…and all their hosts, and Elokim completed on the seventh day all the work that he had done, and he ceased on the seventh day from all the work that he had done.
And God Blessed the seventh day, and sanctified it for on it He ceased all work of creating that God had created and done.
A simple reading of the verse tells us that God was busy on the seventh day. It received a blessing and was also sanctified.
The fact that shabbat is blessed is not lost on the close readers of traditional Judaism. A look at the Friday night prayer “Magen Avot” which is said after the silent devotion declares that shabbat is the well-spring of blessing. God was busy making blessings possible and somehow that transcends worldly creation as we know it. We know it only because we can feel it and that somehow it is tied up with non-material doing.
Shabbat is a day of opening up to blessings, where we recharge our batteries for the week. Less distracted by the world that so distracts the spirit, our work dares us to see the material world and its trappings as illusory distractions from the Eternal. This is a day of Bracha, where we draw from the invigorating pool of the Perfect.
As the Kabbalist Joseph Ben Avraham Gikatilla says:
For the word BRaCHa (Blessing), is drawn from the word BRayCha (pool or reservoir) Sha’are Orah The First Gate
It is from these words, “And God Blessed the seventh day, and sanctified it for on it He ceased all work of creating that God had created and done” the last words of the first creation story that our world truly begins. These are the words that make our world bearable.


[To do]
Please copy out every line in the entries that includes the word "decision".

[Material supplied]
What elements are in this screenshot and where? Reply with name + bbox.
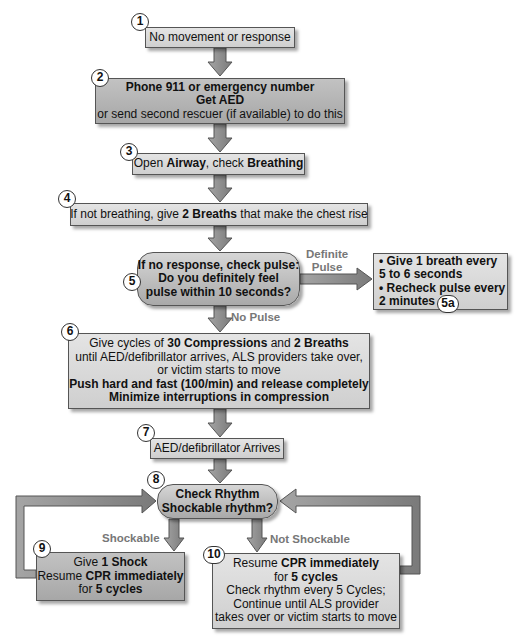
step-number-badge: 1 — [131, 13, 149, 31]
step-9-box: Give 1 Shock Resume CPR immediately for … — [36, 552, 185, 601]
step-number-badge: 5a — [437, 295, 459, 313]
step-6-line-3: or victim starts to move — [157, 364, 280, 378]
step-6-line-5: Minimize interruptions in compression — [109, 390, 329, 404]
arrow-5-to-6 — [208, 306, 232, 332]
step-6-line-4: Push hard and fast (100/min) and release… — [69, 377, 368, 391]
step-4-text: If not breathing, give 2 Breaths that ma… — [70, 208, 368, 222]
step-number-badge: 7 — [137, 424, 155, 442]
step-5a-line-3: • Recheck pulse every — [379, 282, 505, 296]
step-6-line-1: Give cycles of 30 Compressions and 2 Bre… — [89, 337, 348, 351]
step-5-line-2: Do you definitely feel — [158, 272, 279, 286]
step-8-line-1: Check Rhythm — [175, 488, 259, 502]
step-6-line-2: until AED/defibrillator arrives, ALS pro… — [75, 351, 362, 365]
step-3-box: Open Airway, check Breathing — [132, 153, 305, 175]
step-5-line-3: pulse within 10 seconds? — [146, 286, 291, 300]
step-number-badge: 8 — [147, 471, 165, 489]
step-3-text: Open Airway, check Breathing — [134, 157, 303, 171]
step-number-badge: 6 — [61, 323, 79, 341]
step-number-badge: 10 — [203, 546, 225, 564]
step-9-line-1: Give 1 Shock — [73, 556, 147, 570]
step-2-line-2: Get AED — [196, 93, 244, 107]
step-7-text: AED/defibrillator Arrives — [154, 442, 281, 456]
arrow-3-to-4 — [208, 175, 232, 202]
branch-label-shockable: Shockable — [102, 532, 160, 545]
step-5a-line-1: • Give 1 breath every — [379, 255, 497, 269]
arrow-7-to-8 — [208, 459, 232, 483]
step-9-line-3: for 5 cycles — [78, 583, 142, 597]
step-5-decision: If no response, check pulse: Do you defi… — [137, 252, 300, 306]
branch-label-not-shockable: Not Shockable — [270, 533, 350, 546]
step-1-box: No movement or response — [145, 27, 295, 48]
step-2-line-3: or send second rescuer (if available) to… — [97, 108, 342, 122]
step-4-box: If not breathing, give 2 Breaths that ma… — [70, 203, 368, 226]
step-5a-line-2: 5 to 6 seconds — [379, 268, 462, 282]
arrow-6-to-7 — [208, 409, 232, 437]
arrow-2-to-3 — [208, 124, 232, 152]
step-7-box: AED/defibrillator Arrives — [150, 438, 284, 459]
step-number-badge: 3 — [120, 143, 138, 161]
step-number-badge: 9 — [33, 540, 51, 558]
step-10-line-3: Check rhythm every 5 Cycles; — [226, 584, 385, 598]
arrow-1-to-2 — [208, 48, 232, 76]
step-2-line-1: Phone 911 or emergency number — [126, 80, 315, 94]
step-1-text: No movement or response — [149, 31, 290, 45]
step-6-box: Give cycles of 30 Compressions and 2 Bre… — [68, 333, 370, 409]
arrow-4-to-5 — [208, 226, 232, 251]
step-number-badge: 5 — [123, 273, 141, 291]
branch-label-definite-pulse: Definite Pulse — [306, 248, 348, 274]
step-8-line-2: Shockable rhythm? — [162, 502, 273, 516]
step-10-line-5: takes over or victim starts to move — [215, 611, 397, 625]
step-number-badge: 2 — [91, 69, 109, 87]
step-10-line-1: Resume CPR immediately — [233, 557, 379, 571]
step-9-line-2: Resume CPR immediately — [37, 570, 183, 584]
step-10-line-4: Continue until ALS provider — [233, 598, 378, 612]
step-10-box: Resume CPR immediately for 5 cycles Chec… — [212, 553, 400, 629]
step-number-badge: 4 — [58, 190, 76, 208]
branch-label-no-pulse: No Pulse — [231, 311, 280, 324]
step-8-decision: Check Rhythm Shockable rhythm? — [157, 484, 278, 519]
step-5-line-1: If no response, check pulse: — [138, 259, 299, 273]
step-2-box: Phone 911 or emergency number Get AED or… — [95, 78, 345, 124]
step-10-line-2: for 5 cycles — [274, 571, 338, 585]
arrow-8-to-10 — [247, 519, 267, 552]
arrow-8-to-9 — [164, 519, 184, 551]
step-5a-line-4: 2 minutes — [379, 295, 435, 309]
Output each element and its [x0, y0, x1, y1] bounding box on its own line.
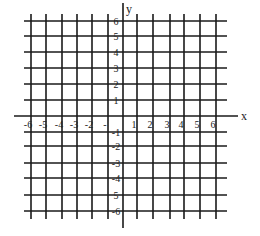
x-tick-label: -2 — [85, 119, 93, 130]
y-tick-label: -3 — [112, 158, 120, 169]
x-tick-label: 3 — [165, 119, 170, 130]
x-tick-label: -3 — [70, 119, 78, 130]
x-tick-label: 2 — [148, 119, 153, 130]
y-tick-label: 3 — [114, 63, 119, 74]
y-axis-label: y — [126, 2, 132, 16]
y-tick-label: -2 — [112, 141, 120, 152]
y-tick-label: 2 — [114, 79, 119, 90]
x-tick-label: -4 — [55, 119, 63, 130]
y-tick-label: 1 — [114, 95, 119, 106]
x-tick-label: 6 — [211, 119, 216, 130]
x-tick-label: 1 — [132, 119, 137, 130]
y-tick-label: 5 — [114, 190, 119, 201]
x-tick-label: 5 — [195, 119, 200, 130]
coordinate-plane: x y -6-5-4-3-2-123456 654321-1-2-3-45-6 — [0, 0, 260, 236]
y-tick-label: 5 — [114, 31, 119, 42]
x-tick-label: -6 — [24, 119, 32, 130]
y-tick-label: -6 — [112, 206, 120, 217]
y-tick-label: -1 — [112, 127, 120, 138]
y-tick-label: 6 — [114, 16, 119, 27]
x-tick-label: -5 — [39, 119, 47, 130]
y-tick-label: 4 — [114, 47, 119, 58]
x-axis-label: x — [241, 109, 247, 123]
x-tick-label: - — [103, 119, 106, 130]
x-tick-label: 4 — [179, 119, 184, 130]
y-tick-label: -4 — [112, 173, 120, 184]
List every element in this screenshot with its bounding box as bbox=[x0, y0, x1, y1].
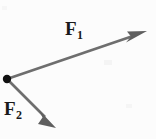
origin-dot bbox=[3, 75, 11, 83]
vector-label-f1-symbol: F bbox=[65, 18, 77, 39]
force-vector-figure: F1 F2 bbox=[0, 0, 156, 139]
vector-label-f1-subscript: 1 bbox=[77, 28, 83, 42]
vector-label-f1: F1 bbox=[65, 19, 83, 41]
vector-f1-shaft bbox=[7, 36, 133, 79]
vector-f2-arrowhead bbox=[38, 110, 56, 128]
vector-label-f2: F2 bbox=[4, 99, 22, 121]
vector-label-f2-subscript: 2 bbox=[16, 108, 22, 122]
vector-label-f2-symbol: F bbox=[4, 98, 16, 119]
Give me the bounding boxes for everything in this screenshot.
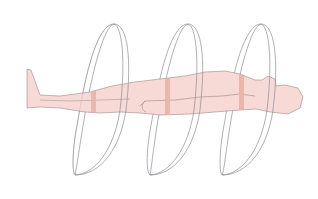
coil-body-illustration: [0, 0, 318, 199]
band-legs: [91, 60, 96, 120]
diagram-canvas: [0, 0, 318, 199]
band-torso: [165, 60, 170, 120]
human-body: [27, 60, 303, 120]
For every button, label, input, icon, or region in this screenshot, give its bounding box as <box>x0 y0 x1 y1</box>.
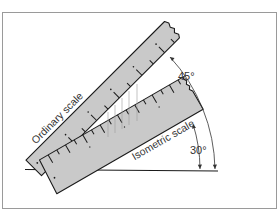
isometric-scale-diagram: Ordinary scale Isometric scale <box>0 0 278 216</box>
angle-30-label: 30° <box>190 144 207 156</box>
angle-45-label: 45° <box>178 70 195 82</box>
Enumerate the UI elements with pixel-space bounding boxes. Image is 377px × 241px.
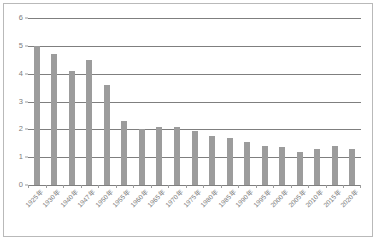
category-axis-tick-label: 1965年 xyxy=(147,189,167,209)
y-axis-tick-label: 5 xyxy=(19,42,23,50)
category-axis-tick-mark xyxy=(151,185,152,188)
bar xyxy=(34,46,40,185)
bar xyxy=(156,127,162,185)
bar xyxy=(244,142,250,185)
category-axis-tick-label: 1970年 xyxy=(165,189,185,209)
y-axis-tick-label: 0 xyxy=(19,181,23,189)
bar xyxy=(332,146,338,185)
bar xyxy=(227,138,233,185)
category-axis-tick-mark xyxy=(46,185,47,188)
bar-series xyxy=(28,18,361,185)
category-axis-tick-mark xyxy=(203,185,204,188)
category-axis-tick-label: 1980年 xyxy=(200,189,220,209)
plot-area: 0123456 xyxy=(28,18,361,185)
category-axis-tick-label: 1985年 xyxy=(217,189,237,209)
category-axis-tick-labels: 1925年1930年1940年1947年1950年1955年1960年1965年… xyxy=(28,189,361,231)
bar xyxy=(104,85,110,185)
category-axis-tick-label: 2000年 xyxy=(270,189,290,209)
bar xyxy=(121,121,127,185)
bar xyxy=(349,149,355,185)
category-axis-tick-label: 1995年 xyxy=(252,189,272,209)
category-axis-tick-label: 2015年 xyxy=(322,189,342,209)
category-axis-tick-label: 2010年 xyxy=(305,189,325,209)
category-axis-tick-label: 1925年 xyxy=(24,189,44,209)
category-axis-tick-mark xyxy=(221,185,222,188)
category-axis-tick-mark xyxy=(116,185,117,188)
bar xyxy=(297,152,303,185)
y-axis-tick-label: 6 xyxy=(19,14,23,22)
category-axis-tick-mark xyxy=(98,185,99,188)
category-axis-tick-label: 1940年 xyxy=(59,189,79,209)
category-axis-tick-mark xyxy=(63,185,64,188)
category-axis-tick-mark xyxy=(291,185,292,188)
category-axis-tick-label: 1990年 xyxy=(235,189,255,209)
category-axis-tick-label: 1975年 xyxy=(182,189,202,209)
y-axis-tick-label: 4 xyxy=(19,70,23,78)
y-axis-tick-label: 2 xyxy=(19,126,23,134)
bar xyxy=(192,131,198,185)
bar xyxy=(51,54,57,185)
category-axis-tick-mark xyxy=(343,185,344,188)
category-axis-tick-label: 1930年 xyxy=(42,189,62,209)
category-axis-tick-mark xyxy=(256,185,257,188)
category-axis-tick-mark xyxy=(168,185,169,188)
category-axis-tick-label: 1947年 xyxy=(77,189,97,209)
category-axis-tick-mark xyxy=(81,185,82,188)
category-axis-tick-label: 2020年 xyxy=(340,189,360,209)
category-axis-tick-mark xyxy=(238,185,239,188)
bar xyxy=(69,71,75,185)
category-axis-tick-mark xyxy=(133,185,134,188)
bar xyxy=(262,146,268,185)
bar xyxy=(314,149,320,185)
category-axis-tick-mark xyxy=(28,185,29,188)
category-axis-tick-mark xyxy=(186,185,187,188)
bar xyxy=(139,129,145,185)
bar xyxy=(209,136,215,185)
category-axis-tick-mark xyxy=(308,185,309,188)
category-axis-tick-mark xyxy=(273,185,274,188)
bar xyxy=(86,60,92,185)
category-axis-tick-label: 1950年 xyxy=(95,189,115,209)
chart-frame: 0123456 1925年1930年1940年1947年1950年1955年19… xyxy=(3,3,373,237)
y-axis-tick-label: 1 xyxy=(19,153,23,161)
category-axis-tick-label: 1955年 xyxy=(112,189,132,209)
category-axis-tick-label: 1960年 xyxy=(130,189,150,209)
bar xyxy=(279,147,285,185)
category-axis-tick-label: 2005年 xyxy=(287,189,307,209)
y-axis-tick-label: 3 xyxy=(19,98,23,106)
category-axis-tick-mark xyxy=(360,185,361,188)
category-axis xyxy=(28,185,361,186)
bar xyxy=(174,127,180,185)
category-axis-tick-mark xyxy=(326,185,327,188)
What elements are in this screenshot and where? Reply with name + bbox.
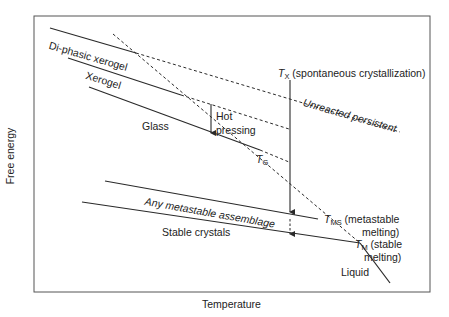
tx-description: (spontaneous crystallization)	[289, 67, 425, 79]
glass-label: Glass	[142, 120, 169, 132]
glass-line	[89, 87, 260, 150]
tms-subscript: MS	[330, 218, 341, 227]
tms-description-2: melting)	[362, 226, 399, 238]
tx-label: TX (spontaneous crystallization)	[278, 67, 425, 83]
hot-pressing-label-line2: pressing	[216, 124, 256, 136]
stable-crystals-label: Stable crystals	[162, 226, 230, 238]
tm-description-1: (stable	[368, 238, 402, 250]
liquid-label: Liquid	[341, 266, 369, 278]
tms-description-1: (metastable	[342, 213, 400, 225]
tg-label: TG	[256, 153, 268, 169]
y-axis-label: Free energy	[4, 128, 16, 185]
tg-subscript: G	[262, 158, 268, 167]
hot-pressing-label-line1: Hot	[216, 110, 232, 122]
tm-description-2: melting)	[364, 251, 401, 263]
x-axis-label: Temperature	[202, 298, 261, 310]
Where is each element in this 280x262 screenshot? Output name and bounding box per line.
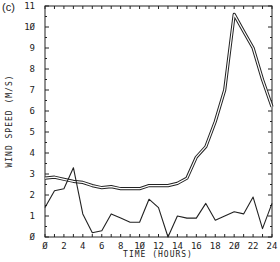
wind-speed-chart: Ø24681Ø121416182Ø2224Ø1234567891Ø11 TIME… [0, 0, 280, 262]
x-tick-label: 6 [99, 241, 104, 251]
upper-series-outline [45, 14, 272, 188]
lower-series-line [45, 168, 272, 237]
x-tick-label: 22 [248, 241, 259, 251]
y-tick-label: 4 [30, 148, 35, 158]
y-tick-label: Ø [30, 232, 36, 242]
y-tick-label: 11 [24, 1, 35, 11]
x-axis-title: TIME (HOURS) [123, 250, 193, 259]
axes [45, 6, 272, 237]
x-tick-label: Ø [42, 241, 48, 251]
y-tick-label: 3 [30, 169, 35, 179]
x-tick-label: 4 [80, 241, 85, 251]
y-tick-label: 9 [30, 43, 35, 53]
y-tick-label: 5 [30, 127, 35, 137]
y-tick-label: 7 [30, 85, 35, 95]
y-axis-title: WIND SPEED (M/S) [5, 74, 14, 167]
series-lines [45, 14, 272, 237]
x-tick-label: 18 [210, 241, 221, 251]
y-tick-label: 8 [30, 64, 35, 74]
upper-series-line [45, 14, 272, 188]
plot-frame [45, 6, 272, 237]
y-tick-label: 1 [30, 211, 35, 221]
y-tick-label: 6 [30, 106, 35, 116]
x-tick-label: 2 [61, 241, 66, 251]
x-tick-label: 24 [267, 241, 278, 251]
y-tick-label: 1Ø [24, 22, 35, 32]
y-tick-label: 2 [30, 190, 35, 200]
x-tick-label: 2Ø [229, 241, 240, 251]
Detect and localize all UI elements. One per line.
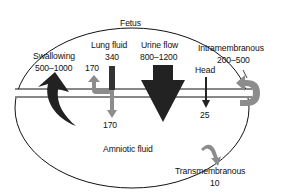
value-lung-fluid-return: 170 [85, 63, 99, 73]
label-transmembranous: Transmembranous [175, 166, 245, 176]
value-intramembranous: 200–500 [217, 55, 250, 65]
value-lung-fluid: 340 [105, 52, 119, 62]
head-arrow-shaft-icon [205, 77, 207, 101]
value-lung-fluid-amniotic: 170 [103, 120, 117, 130]
value-urine-flow: 800–1200 [140, 52, 177, 62]
label-intramembranous: Intramembranous [198, 43, 264, 53]
label-lung-fluid: Lung fluid [91, 40, 127, 50]
value-head: 25 [200, 110, 209, 120]
lung-fluid-bar-icon [109, 66, 115, 90]
label-swallowing: Swallowing [33, 51, 75, 61]
label-fetus: Fetus [120, 18, 141, 28]
label-urine-flow: Urine flow [141, 40, 178, 50]
transmembranous-arrow-icon [201, 145, 221, 166]
label-head: Head [195, 65, 215, 75]
value-swallowing: 500–1000 [35, 63, 72, 73]
head-arrow-tip-icon [202, 100, 210, 108]
value-transmembranous: 10 [210, 178, 219, 188]
label-amniotic-fluid: Amniotic fluid [103, 144, 153, 154]
swallowing-arrow-icon [38, 72, 76, 126]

[Response below]
step-5-decision: If no response, check pulse: Do you defi… — [137, 252, 300, 306]
step-8-decision: Check Rhythm Shockable rhythm? — [157, 484, 278, 519]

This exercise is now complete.